_What is required:_ Write out again only the lines between the one with "Locate an element on the screen. This" and the end of the records below, both ends counted, and don't include the pictures.

_Provided data:_
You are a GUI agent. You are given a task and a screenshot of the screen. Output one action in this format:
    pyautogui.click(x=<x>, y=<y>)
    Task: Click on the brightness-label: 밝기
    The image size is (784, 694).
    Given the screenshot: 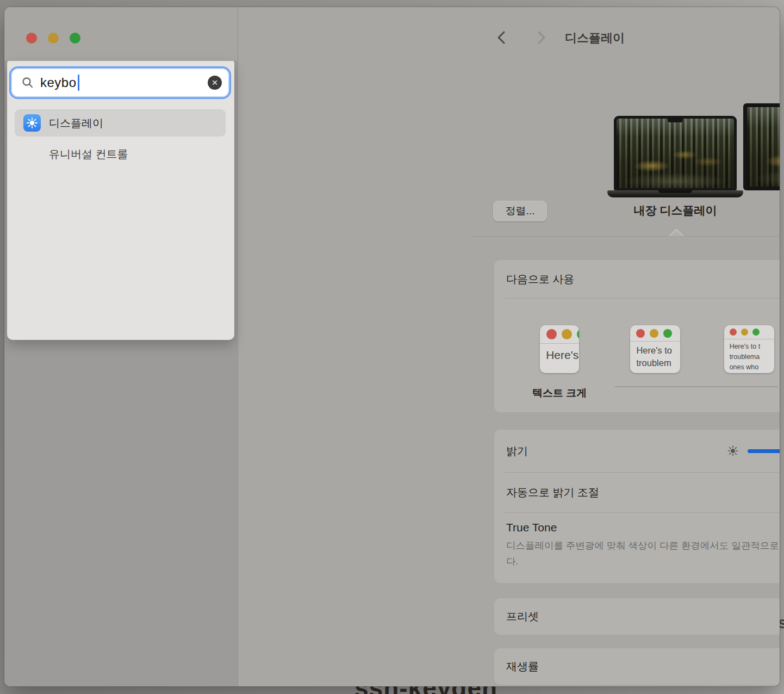 What is the action you would take?
    pyautogui.click(x=517, y=451)
    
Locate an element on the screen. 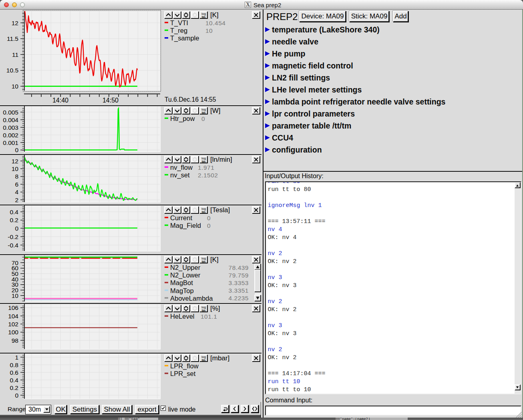 This screenshot has width=523, height=420. svg-text: nv_flow is located at coordinates (181, 167).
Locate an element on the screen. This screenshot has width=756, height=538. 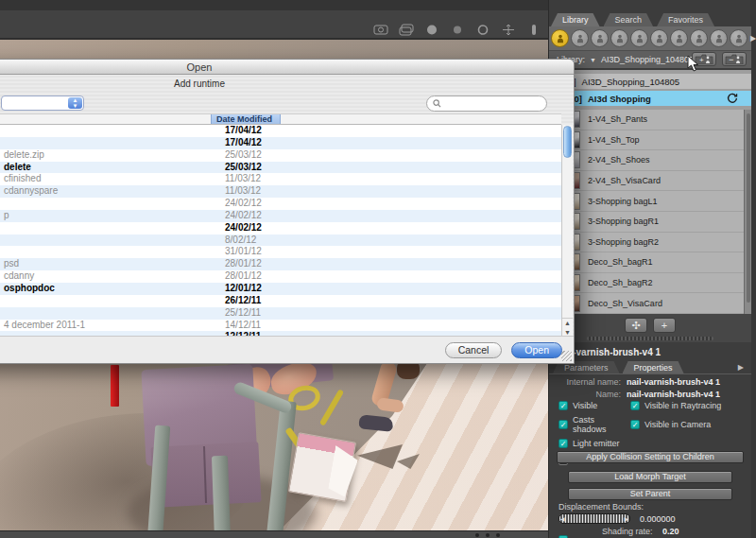
location-dropdown: ▲▼ is located at coordinates (43, 103).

_Written solution:_
Locate an element on the screen. This screenshot has width=756, height=538. 
location-dropdown: ▲▼ is located at coordinates (43, 103).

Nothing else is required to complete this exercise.